28 March 2011 ~ 1 Comment

Earning the right to leave your money in a country

Whenever a group of people visit me in Cambodia and want to learn about responsible development, we usually go visit RDIC, an organization working with a variety of rural applicable technologies in the areas of water, health, agriculture, and more. Whenever we’re there, I’m always struck when one of the managers, John, says one of his staple lines: “What gives you the right to think you can leave your money in this country?”

He’s spot on…. what gives me the right to leave my money here? What makes me think I know the best way to give my money to solve the problems I perceive here? Who was I to think I could come here and try to serve when I hadn’t learned?

BUT, what gives me the right to travel to this country and NOT leave my money here? If I travel through and I take so much from the place I am visiting, what right do I have to leave without trying to “help”?

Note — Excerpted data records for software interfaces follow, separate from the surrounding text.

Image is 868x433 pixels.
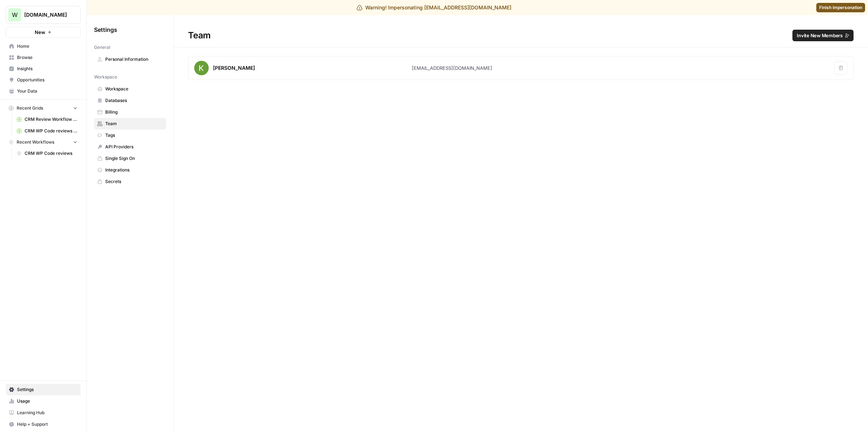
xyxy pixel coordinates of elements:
span: Settings [94,26,117,34]
span: Usage [17,397,78,405]
span: Insights [17,66,78,72]
div: Warning! Impersonating [EMAIL_ADDRESS][DOMAIN_NAME] [357,4,512,11]
button: Help + Support [6,418,81,430]
span: New [35,28,45,36]
div: Team [174,30,868,41]
a: Secrets [94,176,166,187]
span: CRM WP Code reviews [25,150,78,157]
span: Workspace [94,74,117,80]
button: Workspace: Work-management.org [6,6,81,24]
a: Settings [6,384,81,395]
span: Workspace [105,85,162,92]
span: Learning Hub [17,409,78,416]
span: CRM Review Workflow Grid [25,116,78,122]
a: Opportunities [6,74,81,85]
span: CRM WP Code reviews Grid [25,127,78,134]
a: Home [6,41,81,52]
div: [PERSON_NAME] [213,64,255,72]
a: Integrations [94,164,166,176]
span: Home [17,43,78,50]
a: Insights [6,63,81,75]
span: Recent Workflows [16,139,54,145]
a: Databases [94,95,166,106]
span: [DOMAIN_NAME] [24,11,68,19]
div: [EMAIL_ADDRESS][DOMAIN_NAME] [412,64,492,72]
a: Learning Hub [6,407,81,418]
a: CRM WP Code reviews Grid [14,125,81,137]
button: New [6,27,81,38]
span: Integrations [105,167,162,173]
a: CRM WP Code reviews [14,147,81,159]
button: Recent Grids [6,103,81,113]
span: Browse [17,54,78,61]
a: CRM Review Workflow Grid [14,113,81,125]
span: Recent Grids [16,105,43,111]
a: API Providers [94,141,166,152]
span: General [94,44,110,51]
span: Databases [105,98,162,104]
a: Your Data [6,85,81,97]
a: Browse [6,52,81,63]
span: Your Data [17,88,78,94]
span: Settings [17,386,78,392]
span: Secrets [105,178,162,184]
span: Invite New Members [797,32,843,39]
a: Finish impersonation [817,3,865,12]
a: Tags [94,130,166,141]
button: Recent Workflows [6,137,81,147]
span: API Providers [105,144,162,150]
button: Invite New Members [792,30,854,41]
span: Personal Information [105,56,162,63]
a: Personal Information [94,53,166,65]
img: avatar [195,61,209,75]
span: Team [105,120,162,127]
a: Workspace [94,83,166,95]
span: Single Sign On [105,155,162,162]
span: Opportunities [17,77,78,83]
span: Tags [105,132,162,138]
a: Team [94,118,166,130]
span: Billing [105,109,162,115]
span: Help + Support [17,421,78,427]
a: Billing [94,106,166,118]
a: Usage [6,395,81,407]
span: W [12,11,18,19]
span: Finish impersonation [820,4,862,11]
a: Single Sign On [94,152,166,164]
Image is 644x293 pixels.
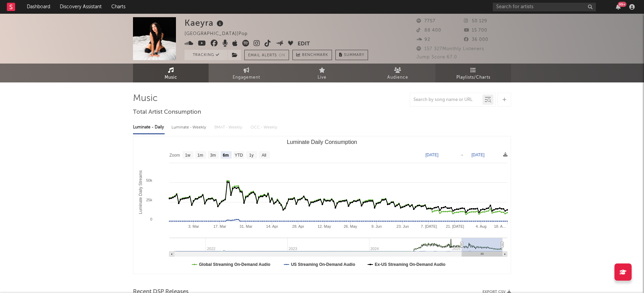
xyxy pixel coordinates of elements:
[344,225,357,228] text: 26. May
[616,4,620,9] button: 99+
[302,51,328,60] span: Benchmark
[494,225,506,228] text: 18. A…
[169,153,180,158] text: Zoom
[188,225,200,228] text: 3. Mar
[208,64,284,83] a: Engagement
[150,217,152,221] text: 0
[416,28,441,32] span: 88 400
[133,108,201,116] span: Total Artist Consumption
[416,19,435,24] span: 7757
[138,170,143,214] text: Luminate Daily Streams
[416,46,484,51] span: 157 327 Monthly Listeners
[435,64,511,83] a: Playlists/Charts
[133,122,165,133] div: Luminate - Daily
[387,74,408,82] span: Audience
[456,74,490,82] span: Playlists/Charts
[214,225,226,228] text: 17. Mar
[146,198,152,202] text: 25k
[298,40,310,49] button: Edit
[335,50,368,60] button: Summary
[232,74,260,82] span: Engagement
[416,38,430,42] span: 92
[210,153,216,158] text: 3m
[184,30,255,38] div: [GEOGRAPHIC_DATA] | Pop
[396,225,409,228] text: 23. Jun
[199,262,271,267] text: Global Streaming On-Demand Audio
[410,97,483,103] input: Search by song name or URL
[464,38,488,42] span: 36 000
[239,225,252,228] text: 31. Mar
[249,153,253,158] text: 1y
[292,50,332,60] a: Benchmark
[493,3,596,11] input: Search for artists
[278,54,285,57] em: On
[235,153,243,158] text: YTD
[446,225,464,228] text: 21. [DATE]
[371,225,382,228] text: 9. Jun
[318,74,326,82] span: Live
[287,139,357,145] text: Luminate Daily Consumption
[460,153,464,157] text: →
[375,262,446,267] text: Ex-US Streaming On-Demand Audio
[360,64,435,83] a: Audience
[184,17,225,29] div: Kaeyra
[464,28,487,32] span: 15 700
[475,225,486,228] text: 4. Aug
[464,19,487,24] span: 50 129
[266,225,278,228] text: 14. Apr
[292,225,304,228] text: 28. Apr
[284,64,360,83] a: Live
[133,64,208,83] a: Music
[291,262,355,267] text: US Streaming On-Demand Audio
[472,153,485,157] text: [DATE]
[618,2,626,7] div: 99 +
[184,50,227,60] button: Tracking
[185,153,191,158] text: 1w
[318,225,331,228] text: 12. May
[420,225,437,228] text: 7. [DATE]
[244,50,289,60] button: Email AlertsOn
[197,153,203,158] text: 1m
[416,55,457,60] span: Jump Score: 67.0
[146,178,152,182] text: 50k
[344,53,364,57] span: Summary
[133,136,511,274] svg: Luminate Daily Consumption
[171,122,207,133] div: Luminate - Weekly
[165,74,177,82] span: Music
[223,153,228,158] text: 6m
[425,153,438,157] text: [DATE]
[262,153,266,158] text: All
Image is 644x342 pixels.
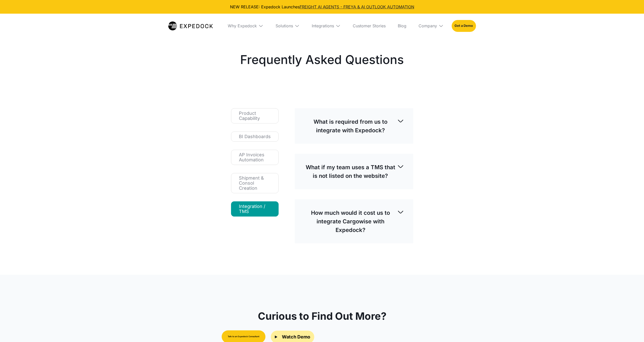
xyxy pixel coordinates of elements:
div: BI Dashboards [239,134,271,139]
p: How much would it cost us to integrate Cargowise with Expedock? [304,209,397,234]
a: Blog [394,14,410,38]
div: Company [419,23,437,29]
a: FREIGHT AI AGENTS - FREYA & AI OUTLOOK AUTOMATION [300,4,414,9]
div: Watch Demo [282,334,310,340]
p: What is required from us to integrate with Expedock? [304,117,397,134]
a: Get a Demo [452,20,476,32]
p: What if my team uses a TMS that is not listed on the website? [304,163,397,180]
div: Why Expedock [228,23,257,29]
h2: Curious to Find Out More? [258,310,387,322]
a: Customer Stories [349,14,390,38]
div: AP Invoices Automation [239,152,271,162]
div: Integrations [312,23,334,29]
div: Shipment & Consol Creation [239,176,271,191]
div: Solutions [275,23,293,29]
div: Product Capability [239,111,271,121]
div: Integration / TMS [239,204,271,214]
h2: Frequently Asked Questions [240,52,404,68]
div: NEW RELEASE: Expedock Launches [4,4,640,10]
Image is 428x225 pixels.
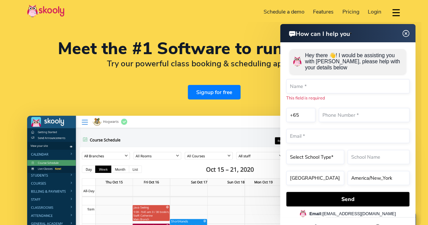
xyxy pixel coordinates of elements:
[338,6,364,17] a: Pricing
[226,22,421,225] iframe: To enrich screen reader interactions, please activate Accessibility in Grammarly extension settings
[368,8,381,16] span: Login
[27,59,401,69] h2: Try our powerful class booking & scheduling app for FREE
[27,41,401,57] h1: Meet the #1 Software to run academies
[342,8,359,16] span: Pricing
[259,6,309,17] a: Schedule a demo
[363,6,386,17] a: Login
[188,85,240,99] a: Signup for free
[308,6,338,17] a: Features
[27,4,64,18] img: Skooly
[391,5,401,20] button: dropdown menu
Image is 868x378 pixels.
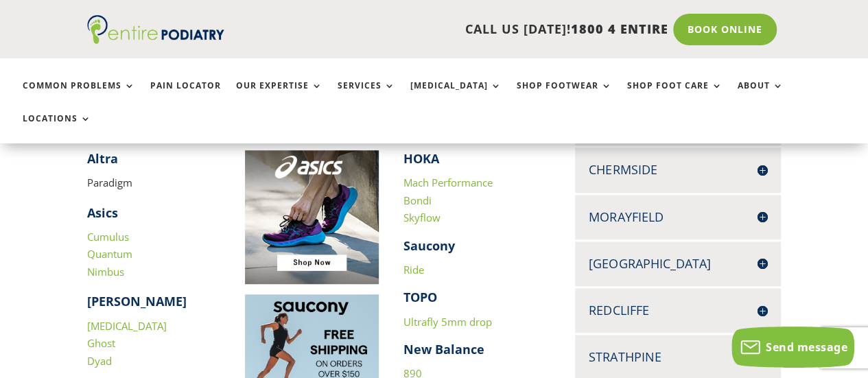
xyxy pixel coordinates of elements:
[404,193,432,208] a: Bondi
[87,15,225,44] img: logo (1)
[87,150,221,174] h4: ​
[589,256,768,273] h4: [GEOGRAPHIC_DATA]
[732,326,855,367] button: Send message
[87,293,187,309] strong: [PERSON_NAME]
[674,13,777,45] a: Book Online
[245,150,379,284] img: Image to click to buy ASIC shoes online
[150,81,221,110] a: Pain Locator
[87,247,132,261] a: Quantum
[589,209,768,226] h4: Morayfield
[766,340,848,355] span: Send message
[404,315,492,329] a: Ultrafly 5mm drop
[571,21,669,37] span: 1800 4 ENTIRE
[517,81,612,110] a: Shop Footwear
[87,205,118,221] strong: Asics
[87,174,221,192] p: Paradigm
[589,348,768,366] h4: Strathpine
[23,81,135,110] a: Common Problems
[243,21,669,38] p: CALL US [DATE]!
[404,237,456,254] strong: Saucony
[589,302,768,320] h4: Redcliffe
[87,265,124,278] a: Nimbus
[738,81,784,110] a: About
[404,289,437,305] strong: TOPO
[628,81,723,110] a: Shop Foot Care
[404,211,440,225] a: Skyflow
[404,150,439,167] strong: HOKA
[87,320,167,333] a: [MEDICAL_DATA]
[236,81,323,110] a: Our Expertise
[87,336,115,350] a: Ghost
[411,81,501,110] a: [MEDICAL_DATA]
[338,81,395,110] a: Services
[404,263,424,277] a: Ride
[404,176,493,189] a: Mach Performance
[87,150,118,167] strong: Altra
[589,162,768,178] h4: Chermside
[404,341,484,358] strong: New Balance
[23,114,91,144] a: Locations
[87,354,112,367] a: Dyad
[87,230,129,244] a: Cumulus
[87,33,225,47] a: Entire Podiatry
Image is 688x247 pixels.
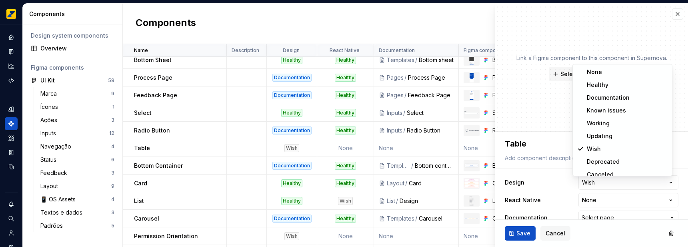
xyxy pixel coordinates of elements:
[587,171,613,178] span: Canceled
[587,132,612,139] span: Updating
[587,158,619,165] span: Deprecated
[587,120,609,126] span: Working
[587,68,602,75] span: None
[587,81,608,88] span: Healthy
[587,94,629,101] span: Documentation
[587,107,626,114] span: Known issues
[587,145,601,152] span: Wish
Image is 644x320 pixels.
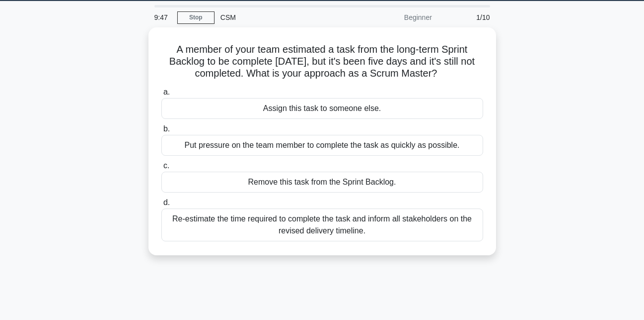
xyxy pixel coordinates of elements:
[215,7,351,27] div: CSM
[164,88,170,96] span: a.
[438,7,496,27] div: 1/10
[161,43,484,80] h5: A member of your team estimated a task from the long-term Sprint Backlog to be complete [DATE], b...
[149,7,178,27] div: 9:47
[351,7,438,27] div: Beginner
[162,209,483,241] div: Re-estimate the time required to complete the task and inform all stakeholders on the revised del...
[178,11,215,24] a: Stop
[162,135,483,155] div: Put pressure on the team member to complete the task as quickly as possible.
[164,124,170,133] span: b.
[164,198,170,207] span: d.
[162,98,483,119] div: Assign this task to someone else.
[164,161,169,169] span: c.
[162,171,483,193] div: Remove this task from the Sprint Backlog.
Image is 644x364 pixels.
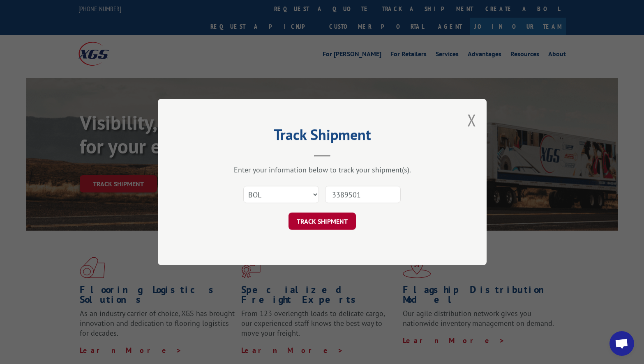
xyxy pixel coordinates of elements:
button: TRACK SHIPMENT [288,213,356,230]
div: Enter your information below to track your shipment(s). [199,165,446,174]
h2: Track Shipment [199,129,446,145]
div: Open chat [610,331,635,356]
button: Close modal [467,109,477,131]
input: Number(s) [325,186,401,203]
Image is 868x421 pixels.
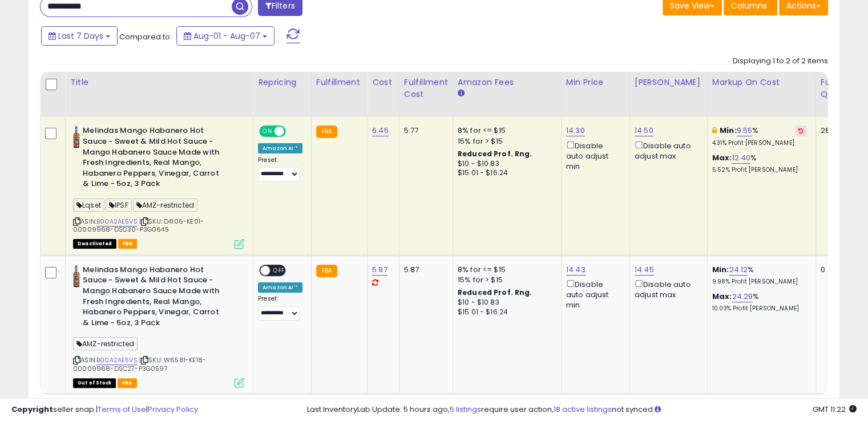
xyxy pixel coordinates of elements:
[712,140,807,147] p: 4.31% Profit [PERSON_NAME]
[458,275,552,285] div: 15% for > $15
[634,125,653,136] a: 14.50
[634,76,702,89] div: [PERSON_NAME]
[73,217,204,234] span: | SKU: O4106-KE01-00009968-DSC30-P3G0645
[98,404,146,415] a: Terms of Use
[712,291,732,302] b: Max:
[73,265,244,386] div: ASIN:
[458,149,532,158] b: Reduced Prof. Rng.
[316,265,337,277] small: FBA
[712,76,811,89] div: Markup on Cost
[712,127,717,134] i: This overrides the store level min markup for this listing
[193,30,260,42] span: Aug-01 - Aug-07
[97,356,138,365] a: B00A2AE5VS
[73,337,138,351] span: AMZ-restricted
[12,404,53,415] strong: Copyright
[83,265,221,331] b: Melindas Mango Habanero Hot Sauce - Sweet & Mild Hot Sauce - Mango Habanero Sauce Made with Fresh...
[119,31,172,42] span: Compared to:
[258,76,306,89] div: Repricing
[798,128,803,133] i: Revert to store-level Min Markup
[450,404,481,415] a: 5 listings
[634,278,699,300] div: Disable auto adjust max
[458,159,552,169] div: $10 - $10.83
[176,26,275,46] button: Aug-01 - Aug-07
[812,404,856,415] span: 2025-08-15 11:22 GMT
[316,125,337,138] small: FBA
[566,76,625,89] div: Min Price
[97,217,138,226] a: B00A2AE5VS
[372,264,387,276] a: 5.97
[258,143,302,154] div: Amazon AI *
[634,264,654,276] a: 14.45
[732,291,752,302] a: 24.29
[566,140,621,173] div: Disable auto adjust min
[820,265,856,275] div: 0
[307,404,856,415] div: Last InventoryLab Update: 5 hours ago, require user action, not synced.
[258,283,302,293] div: Amazon AI *
[566,264,585,276] a: 14.43
[733,56,828,67] div: Displaying 1 to 2 of 2 items
[458,89,464,99] small: Amazon Fees.
[73,125,244,247] div: ASIN:
[148,404,198,415] a: Privacy Policy
[70,76,248,89] div: Title
[820,125,856,136] div: 28
[707,72,815,117] th: The percentage added to the cost of goods (COGS) that forms the calculator for Min & Max prices.
[316,76,362,89] div: Fulfillment
[404,265,444,275] div: 5.87
[458,136,552,147] div: 15% for > $15
[118,239,138,249] span: FBA
[58,30,103,42] span: Last 7 Days
[270,266,288,275] span: OFF
[284,127,302,136] span: OFF
[73,239,116,249] span: All listings that are unavailable for purchase on Amazon for any reason other than out-of-stock
[133,199,198,212] span: AMZ-restricted
[712,265,807,286] div: %
[73,125,80,149] img: 315Q3Mg7ceL._SL40_.jpg
[458,168,552,178] div: $15.01 - $16.24
[732,152,751,164] a: 12.40
[73,265,80,288] img: 315Q3Mg7ceL._SL40_.jpg
[260,127,275,136] span: ON
[404,76,448,100] div: Fulfillment Cost
[729,264,747,276] a: 24.12
[73,356,206,373] span: | SKU: W6581-KE18-00009968-DSC27-P3G0597
[258,157,302,182] div: Preset:
[83,125,221,192] b: Melindas Mango Habanero Hot Sauce - Sweet & Mild Hot Sauce - Mango Habanero Sauce Made with Fresh...
[372,125,388,136] a: 6.45
[554,404,612,415] a: 18 active listings
[117,378,137,388] span: FBA
[712,264,729,275] b: Min:
[458,298,552,308] div: $10 - $10.83
[458,288,532,297] b: Reduced Prof. Rng.
[458,125,552,136] div: 8% for <= $15
[258,295,302,321] div: Preset:
[106,199,132,212] span: IPSF
[820,76,860,100] div: Fulfillable Quantity
[712,153,807,174] div: %
[712,278,807,286] p: 9.98% Profit [PERSON_NAME]
[566,125,585,136] a: 14.30
[12,404,198,415] div: seller snap | |
[712,305,807,313] p: 10.03% Profit [PERSON_NAME]
[458,265,552,275] div: 8% for <= $15
[712,166,807,174] p: 5.52% Profit [PERSON_NAME]
[712,125,807,147] div: %
[712,152,732,163] b: Max:
[73,378,116,388] span: All listings that are currently out of stock and unavailable for purchase on Amazon
[73,199,105,212] span: Lqset
[634,140,699,162] div: Disable auto adjust max
[41,26,117,46] button: Last 7 Days
[712,292,807,313] div: %
[719,125,736,136] b: Min:
[458,308,552,318] div: $15.01 - $16.24
[566,278,621,311] div: Disable auto adjust min
[458,76,556,89] div: Amazon Fees
[372,76,395,89] div: Cost
[736,125,752,136] a: 9.55
[404,125,444,136] div: 5.77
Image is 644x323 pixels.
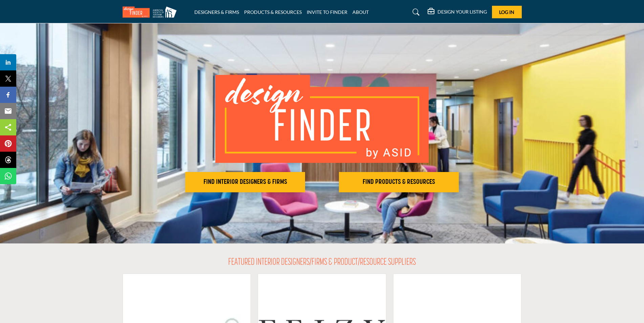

Such is the traveler’s dilemma…

This, I realized, addresses our core message at PEPY Tours. We do NOT have the implicit right to leave our money in a country because it’s burning a hole in our pocket, because we come from a wealthier country than others, because we feel pity, because we feel guilt, or just because we “want to help”. We have to EARN the right to leave our money here, because throwing our money around without doing research and following up on our actions can do more harm than good. It could be argued that we shouldn’t have the right to come to visit to begin with if we aren’t willing to try to make sure our money, both from our travels and our giving, goes to responsible hands hands…. but this learning sure takes time!

I had no right to leave my money here when I first came to Cambodia to fund the construction of a school – I knew very little about the country, about development, about how to vet a partner NGO, about what successful community development might look like, etc. I hope I have now educated myself and earned some rights to financially contribute to development in Cambodia by:

–    RESEARCHING and learning how to give wisely. This also means vetting projects and programs well, connecting not just with the people involved in the project, but others who are much more knowledgeable about the specific area that I want to work in.

–    INVESTING IN PEOPLE, not just things, through capacity building, trainings, and connecting people to ideas and to each other. I realize now that before PEPY went out to invest in a building in 2005, we should have first joined forces with an invested community and involved teachers and school support committee in the process.

–    FOLLOWING UP on the funds I have given. I have made mistakes and funded irresponsible projects, but if I walked away, didn’t ask questions, or refused to believe when I found out that my funding had been misspent, I would have failed to learn from my mistakes and I would perhaps have continued to invest in the wrong things.

–    COMMITTING TO IMPACT, not inputs. It is easy to give away a few bednets and equate that action to saving a few people from malaria. In fact, if I gave you three bed nets, you can probably guarantee that you can give them away in the next hour and consequently report a 100% success rate for your “project”. But if I asked you to REALLY save three people from malaria tomorrow, it would be a lot harder to achieve and perhaps even harder to measure. That said, we can’t take the easy way out, just because it has guaranteed results. We need to commit to impact over inputs, which makes our work messier, harder to track, and more prone to failure, but has the potential to be way more successful at working towards solving the problems we face.

Once we have committed to researching, investing in people, following up, and committing to our impact, I believe that we can then tell John that we have indeed earned the right to leave our money here. The more we learn about development successes and failures, the more right we earn to donate to Cambodia by becoming more likely to invest in positive impacts.